Alcohol: The World’s Top Killer
Alcohol causes at least 4% of preventable deaths worldwide, now topping AIDS, tuberculosis, and violence.
On February 11, 2011, the Reuters newswire and the World Health Organization (WHO) told us something that most addiction medicine physicians already suspected: Alcohol causes at least 4% of preventable deaths worldwide, now topping AIDS, tuberculosis, and violence.
Anyway, the WHO report, The Global Status Report on Alcohol and
Health, indicated that alcohol abuse is particularly on the rise in
Africa, India and parts of Asia, causing more incidents of drunk
driving, alcohol-related disease, child abuse and neglect, job
absenteeism and assaults. The reason? People in these areas are getting
richer. They can afford more booze. And binge drinking has risen
dramatically in Russia, the Ukraine, South Africa, Mexico and
Kazakhstan; men have weekly heavy drinking episodes four times more
often than women and engage in “hazardous activities” more often when
they’re drunk.
Here’s a tidbit that American and European physicians already knew, too,
but which the WHO validated in its report: alcohol is directly linked
to more than 60 types of diseases like
- cancer (breast, brain,
colorectal, larynx, liver)
- cirrhosis of the liver
- epilepsy
- dementia
Even though many Muslim countries restrict drinking – especially underage drinking – the influence of alcohol on health and criminal behavior is rising in these countries as well. “Yet not enough countries use effective policies to prevent death, disease and injury attributable to alcohol consumption,” said the WHO report. Interesting: The report’s talking about policies like raising taxes on alcohol, and not education and awareness campaigns to prevent alcohol-related death and injury, and not about the treatment of alcohol dependence and abuse.
Taxation: A Feasible Action?
How many rich folks would stop drinking if alcohol taxes were higher? It didn’t work with cigarettes any every part of the world, so why would it work with alcohol? And didn’t America’s own Leona Helmsley say that “only the little people pay taxes?” The number of homeless junkies on the streets of New York City pretty much closes the book on every addict’s certainty that if you want/need your drug, you’re gonna do whatever it takes to get it.
Since America has a never-increasing drug problem, telling other countries how to reduce alcohol-related deaths is a lot like Charlie Sheen’s recent sobriety advice given to Lindsay Lohan. If we stick to minding our own house, the US should take no comfort in the WHO’s report that the rest of the world is catching up with us. But one thing we’ve definitely got going for us is that our addiction recovery programs are second-to-none, explaining why so many non-US citizens either pattern their own programs on ours or actually come to our shores for treatment. Ask any American addict or addiction counselor: We know that raising taxes on alcohol and restricting marketing techniques to minors won’t do a damn thing to reduce over-consumption. Good luck with that.
This latest report is the WHO’s first since 2004, and it’s great to see
that they’re at least examining the issue. About 2.5 million people die
worldwide each year from alcohol-related causes, and the report says
that it’s the leading cause of death for males ages 15 to 59. So, in the
USA it’s probably a smart thing to do to pay attention to the WHO
report rather than dismiss it under the “Ya THINK!” column. No matter
how you look at the numbers, or what agency crunches them, alcohol has
clearly become the number one killer in the world.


## WORK ITEM
What is needed is every line of the data that includes the word "circles". Please copy each one.

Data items
================================
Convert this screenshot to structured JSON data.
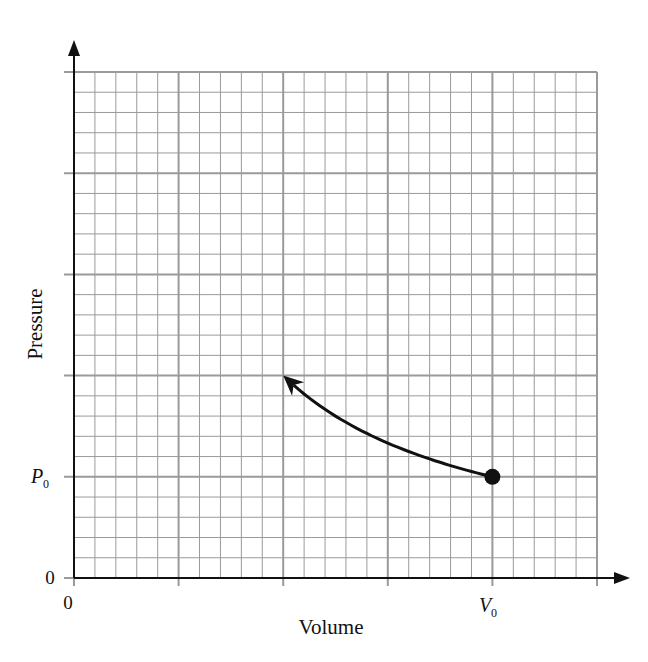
{
  "chart_data": {
    "type": "line",
    "title": "",
    "xlabel": "Volume",
    "ylabel": "Pressure",
    "x_ticks": [
      {
        "value": 0,
        "label": "0"
      },
      {
        "value": 1,
        "label": "V0"
      }
    ],
    "y_ticks": [
      {
        "value": 0,
        "label": "0"
      },
      {
        "value": 1,
        "label": "P0"
      }
    ],
    "x_tick_label_main": "V",
    "x_tick_label_sub": "0",
    "y_tick_label_main": "P",
    "y_tick_label_sub": "0",
    "xlim": [
      0,
      1.2
    ],
    "ylim": [
      0,
      5
    ],
    "grid": {
      "major_divisions_x": 5,
      "major_divisions_y": 5,
      "minor_per_major": 5,
      "color": "#9a9a9a"
    },
    "series": [
      {
        "name": "process path",
        "description": "Curved path from start point (V0, P0) to arrow tip (0.5 V0, 2 P0)",
        "start": {
          "x": 1.0,
          "y": 1.0,
          "marker": "filled-dot"
        },
        "end": {
          "x": 0.5,
          "y": 2.0,
          "marker": "arrowhead"
        },
        "points": [
          [
            1.0,
            1.0
          ],
          [
            0.9,
            1.11
          ],
          [
            0.8,
            1.25
          ],
          [
            0.7,
            1.43
          ],
          [
            0.6,
            1.67
          ],
          [
            0.5,
            2.0
          ]
        ]
      }
    ],
    "legend": null
  },
  "labels": {
    "x_origin": "0",
    "y_origin": "0",
    "xlabel": "Volume",
    "ylabel": "Pressure",
    "v0_main": "V",
    "v0_sub": "0",
    "p0_main": "P",
    "p0_sub": "0"
  }
}
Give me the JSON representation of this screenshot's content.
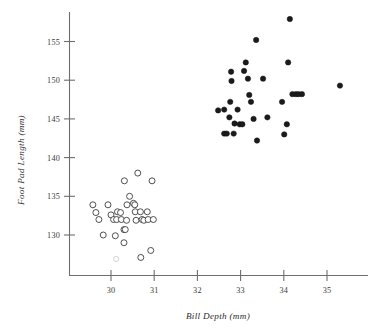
{
  "chart_data": {
    "type": "scatter",
    "title": "",
    "xlabel": "Bill Depth (mm)",
    "ylabel": "Foot Pad Length (mm)",
    "xlim": [
      29.35,
      35.95
    ],
    "ylim": [
      126.8,
      158.6
    ],
    "xticks": [
      30,
      31,
      32,
      33,
      34,
      35
    ],
    "yticks": [
      130,
      135,
      140,
      145,
      150,
      155
    ],
    "xtick_labels": [
      "30",
      "31",
      "32",
      "33",
      "34",
      "35"
    ],
    "ytick_labels": [
      "130",
      "135",
      "140",
      "145",
      "150",
      "155"
    ],
    "grid": false,
    "legend": "none",
    "series": [
      {
        "name": "open-circles-group",
        "marker": "open-circle",
        "marker_color": "#3c3c3c",
        "fill_color": "#ffffff",
        "points": [
          [
            29.58,
            133.9
          ],
          [
            29.65,
            132.9
          ],
          [
            29.72,
            132.0
          ],
          [
            29.82,
            130.0
          ],
          [
            29.93,
            133.9
          ],
          [
            30.0,
            132.6
          ],
          [
            30.06,
            132.0
          ],
          [
            30.13,
            132.0
          ],
          [
            30.15,
            133.0
          ],
          [
            30.22,
            132.9
          ],
          [
            30.24,
            132.0
          ],
          [
            30.1,
            129.9
          ],
          [
            30.3,
            130.7
          ],
          [
            30.33,
            130.7
          ],
          [
            30.3,
            129.0
          ],
          [
            30.31,
            137.0
          ],
          [
            30.37,
            133.9
          ],
          [
            30.36,
            131.9
          ],
          [
            30.43,
            135.0
          ],
          [
            30.52,
            134.1
          ],
          [
            30.55,
            133.9
          ],
          [
            30.56,
            133.0
          ],
          [
            30.58,
            131.9
          ],
          [
            30.62,
            138.0
          ],
          [
            30.68,
            133.0
          ],
          [
            30.72,
            132.0
          ],
          [
            30.76,
            131.9
          ],
          [
            30.84,
            133.0
          ],
          [
            30.86,
            132.0
          ],
          [
            30.69,
            127.1
          ],
          [
            30.95,
            137.0
          ],
          [
            30.98,
            132.0
          ],
          [
            30.92,
            128.0
          ]
        ]
      },
      {
        "name": "filled-circles-group",
        "marker": "filled-circle",
        "marker_color": "#1b1b1b",
        "fill_color": "#1b1b1b",
        "points": [
          [
            32.48,
            146.1
          ],
          [
            32.62,
            146.2
          ],
          [
            32.62,
            143.1
          ],
          [
            32.68,
            143.1
          ],
          [
            32.74,
            145.2
          ],
          [
            32.76,
            147.2
          ],
          [
            32.78,
            151.1
          ],
          [
            32.79,
            149.9
          ],
          [
            32.84,
            143.1
          ],
          [
            32.86,
            144.4
          ],
          [
            32.93,
            146.2
          ],
          [
            32.98,
            144.3
          ],
          [
            33.04,
            144.3
          ],
          [
            33.08,
            151.2
          ],
          [
            33.12,
            152.3
          ],
          [
            33.17,
            150.2
          ],
          [
            33.2,
            148.1
          ],
          [
            33.24,
            147.2
          ],
          [
            33.3,
            145.0
          ],
          [
            33.36,
            155.2
          ],
          [
            33.38,
            142.2
          ],
          [
            33.52,
            150.2
          ],
          [
            33.62,
            145.2
          ],
          [
            33.96,
            147.2
          ],
          [
            34.01,
            143.0
          ],
          [
            34.07,
            144.3
          ],
          [
            34.1,
            152.3
          ],
          [
            34.14,
            157.9
          ],
          [
            34.2,
            148.2
          ],
          [
            34.28,
            148.2
          ],
          [
            34.34,
            148.2
          ],
          [
            34.42,
            148.2
          ],
          [
            35.3,
            149.3
          ]
        ]
      }
    ],
    "clipped_marker_note": {
      "name": "faint-clipped-circle",
      "marker": "open-circle-faint",
      "point": [
        30.12,
        126.9
      ]
    }
  }
}
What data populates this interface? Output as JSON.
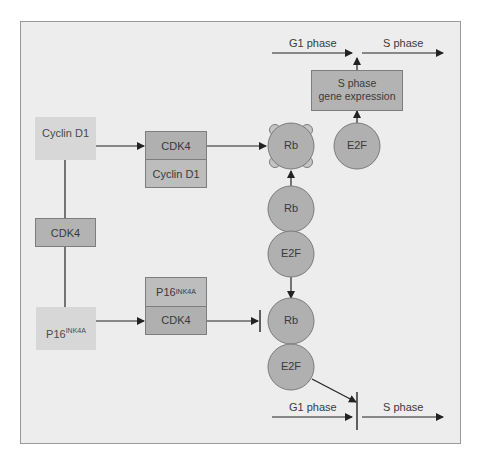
{
  "diagram": {
    "nodes": {
      "cyclin_d1_free": {
        "label": "Cyclin D1"
      },
      "cdk4_free": {
        "label": "CDK4"
      },
      "p16_free": {
        "label": "P16",
        "sup": "INK4A"
      },
      "complex_cdk4_cyclin": {
        "top": "CDK4",
        "bottom": "Cyclin D1"
      },
      "complex_p16_cdk4": {
        "top": "P16",
        "top_sup": "INK4A",
        "bottom": "CDK4"
      },
      "rb_phosphorylated": {
        "label": "Rb"
      },
      "e2f_free": {
        "label": "E2F"
      },
      "rb_mid": {
        "label": "Rb"
      },
      "e2f_mid": {
        "label": "E2F"
      },
      "rb_bottom": {
        "label": "Rb"
      },
      "e2f_bottom": {
        "label": "E2F"
      },
      "gene_expression": {
        "line1": "S phase",
        "line2": "gene expression"
      }
    },
    "phases": {
      "top": {
        "g1": "G1 phase",
        "s": "S phase"
      },
      "bottom": {
        "g1": "G1 phase",
        "s": "S phase"
      }
    },
    "colors": {
      "background": "#ededed",
      "light_box": "#d7d7d7",
      "dark_box": "#b3b3b3",
      "circle": "#b0b0b0",
      "line": "#222222"
    }
  }
}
================================
## TASK RESULT
        "name": "open-circles-group",
        "name": "filled-circles-group",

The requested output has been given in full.